HANNOVER, Germany–The current conversation around 5G is very much consumer-facing. If you attended Mobile World Congress Barcelona this year, chances are you heard more than once about the coming wave of 5G smartphones and hot spots. And while this is certainly an auspicious and ahead of schedule development, it’s far from what 5G will one day do.
Speaking to RCR Wireless News during the Hannover Messe industrial fair this week, Dell EMC’s Bryan Jones, senior vice president and general manager, Global OEM and IoT Solutions, looked beyond 5G in its current state and reflected on how Dell Technologies can enable 5G not just for service providers but across its entire customer base.
“There’s a very straight-forward, very telco-centric conversation we had around what’s the impact of 5G,” he said, recalling earlier internal meetings. “But if you stop there, you kind of miss the point of what 5G is going to deliver. I think the most interesting thing about 5G is the opportunity it’s going to provide for completely new developments and applications in any number of verticals–the ability to harness and gather data and process data in real time, redefine what the edge is and make real-time decisions. I think the most interesting part of 5G is all the things we haven’t thought about.

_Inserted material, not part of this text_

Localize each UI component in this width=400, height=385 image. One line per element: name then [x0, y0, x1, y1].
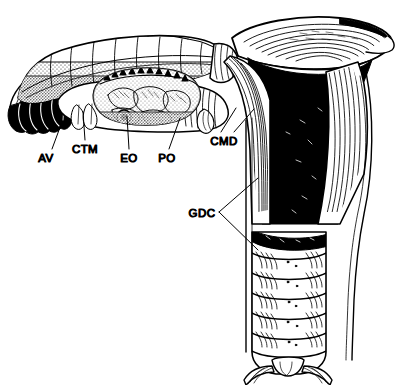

What I’m really interested in is 5G as a building block of innovation.”
As it relates to industrial companies, 5G is an exercise is deriving actionable insight from massive amounts of data. Not to say that’s not possible today with other connectivity mediums, but 5G will remove barriers, Jones said.
He said many companies have collected data and monetized that data in one way or another. But, “There’s some disappointment in the traction of it, the impact of it. Technology is becoming less and less the barrier; it’s becoming the accelerant.” And with 5G poised to solve for the connectivity piece, “Then it’s the applications and turning information into insight. That’ll be more of the challenge going forward.”
Jones tied this into Dell Technologies’ four pillars of transformation–IT, security, workforce and application.
The workforce angle has come up throughout discussions at Hannover Messe. At a high level, the issue is an aging workforce with deep domain expertise transitioning out of a particular industry to be replaced, amid the major shift represented by 5G, with a mobile native Millennial worker.
If done correctly, companies can “take advantage of the knowledge you have, the aging expertise, then transfer it to the Millennial workforce,” Jones said.
He identified an interim timeframe wherein an older, highly-skilled worker can reap the benefits of digital transformation to become even better at their particular charge–“That’s where a lot of our IoT work is today.” But after this step in the digital transformation process, more challenges lie ahead.
“Just because that Millennial is digitally aware, has never not know the internet…You’re still not going to augment the extreme knowledge that a 30-year industry professional has. You’ve got to find a bridge between the two and give both of those a role in this digital transformation.”